BEGIN RECORDS SHOWN

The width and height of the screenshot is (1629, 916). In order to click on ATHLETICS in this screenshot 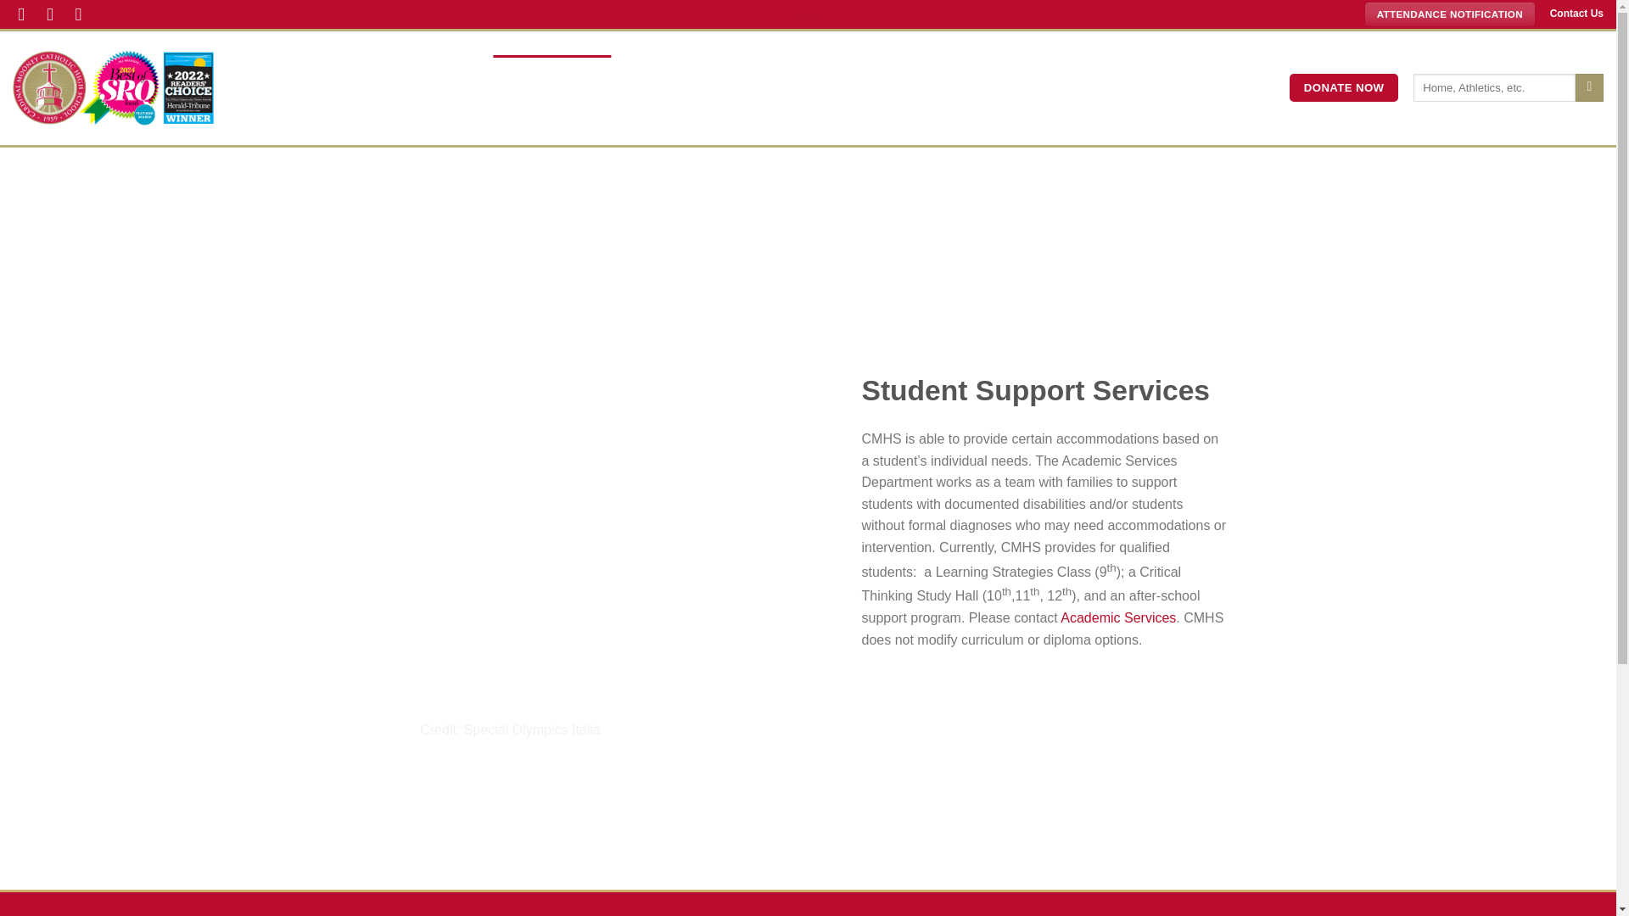, I will do `click(681, 70)`.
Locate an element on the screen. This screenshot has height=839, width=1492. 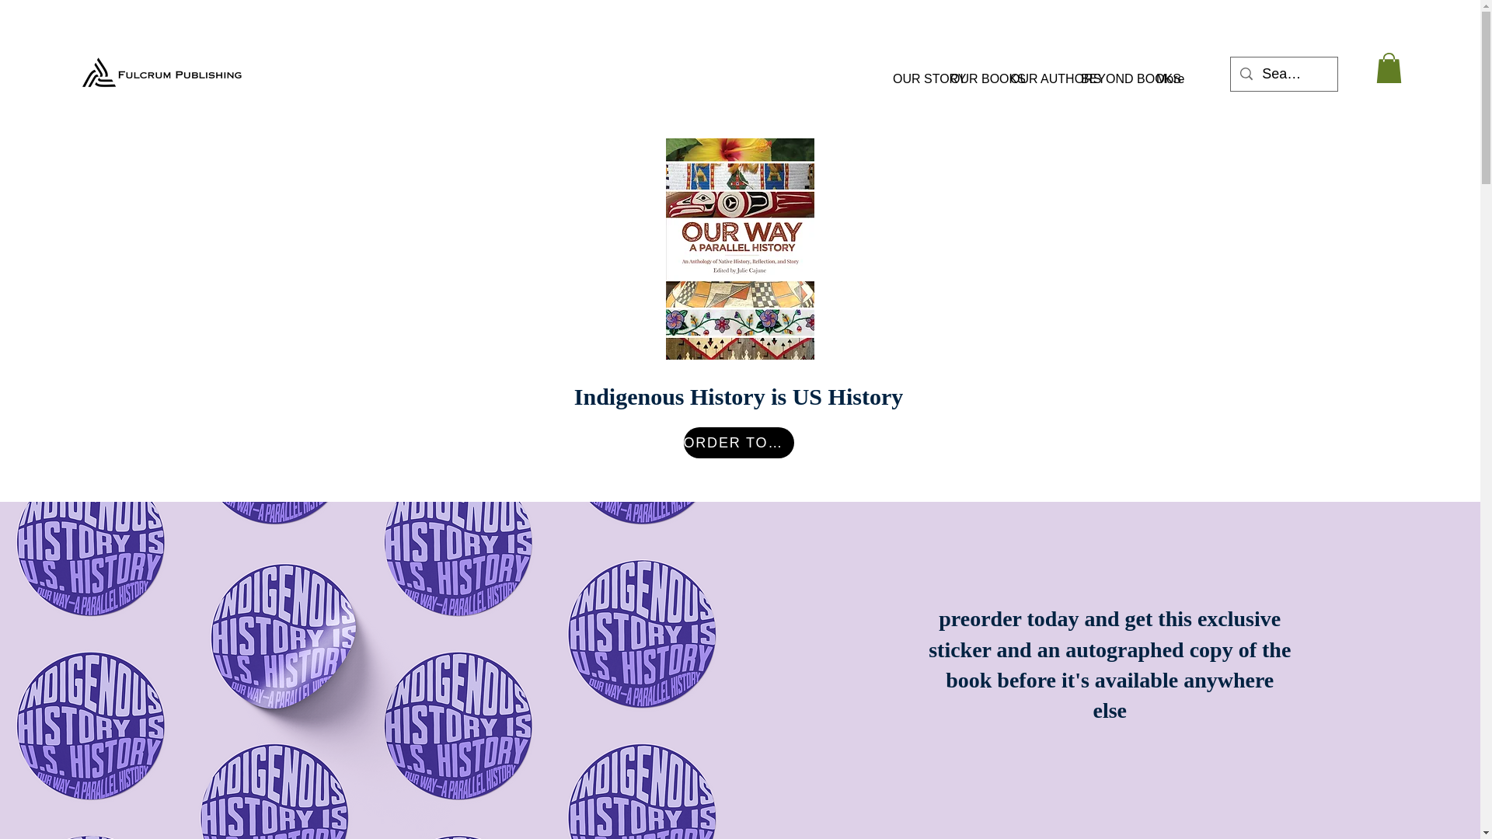
BEYOND BOOKS is located at coordinates (1112, 71).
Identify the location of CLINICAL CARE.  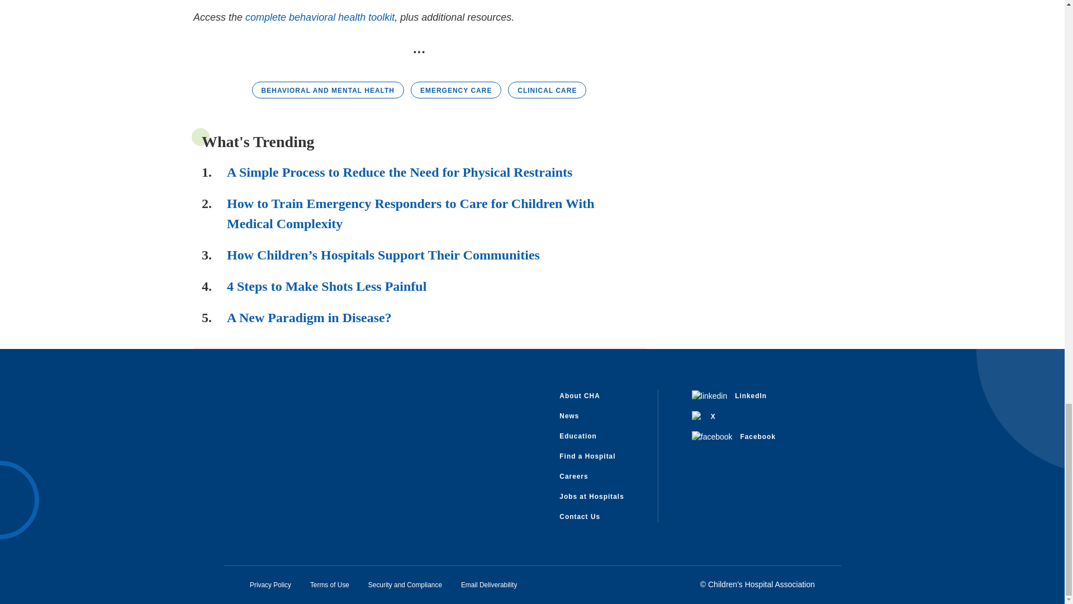
(547, 89).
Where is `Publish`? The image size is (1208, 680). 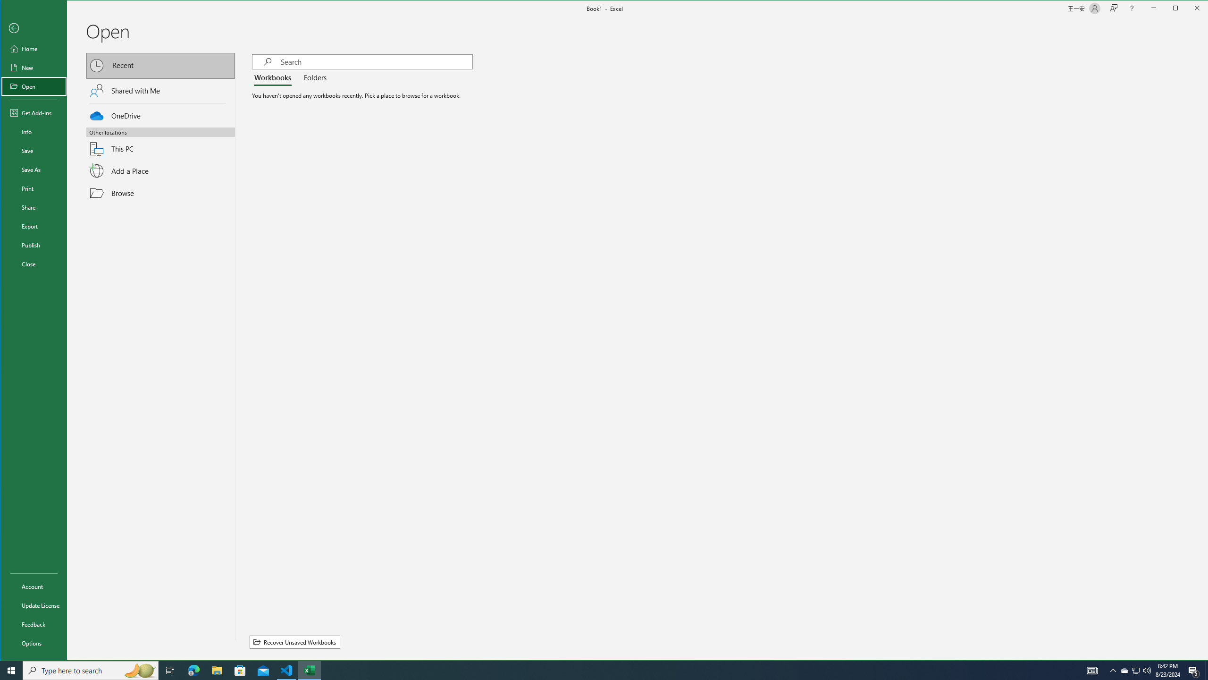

END RECORDS SHOWN

#### WORK TO BE COMPLETED
Once the line holding "Locate an element" is found, set down that line and every line after it, exactly, through the last line of the records above, omitting pictures.

#### RESPONSE TO THE TASK
Locate an element on the screen. This screenshot has height=839, width=1492. 
BEYOND BOOKS is located at coordinates (1112, 71).
Identify the location of CLINICAL CARE.  
(547, 89).
Where is `Publish`? The image size is (1208, 680). 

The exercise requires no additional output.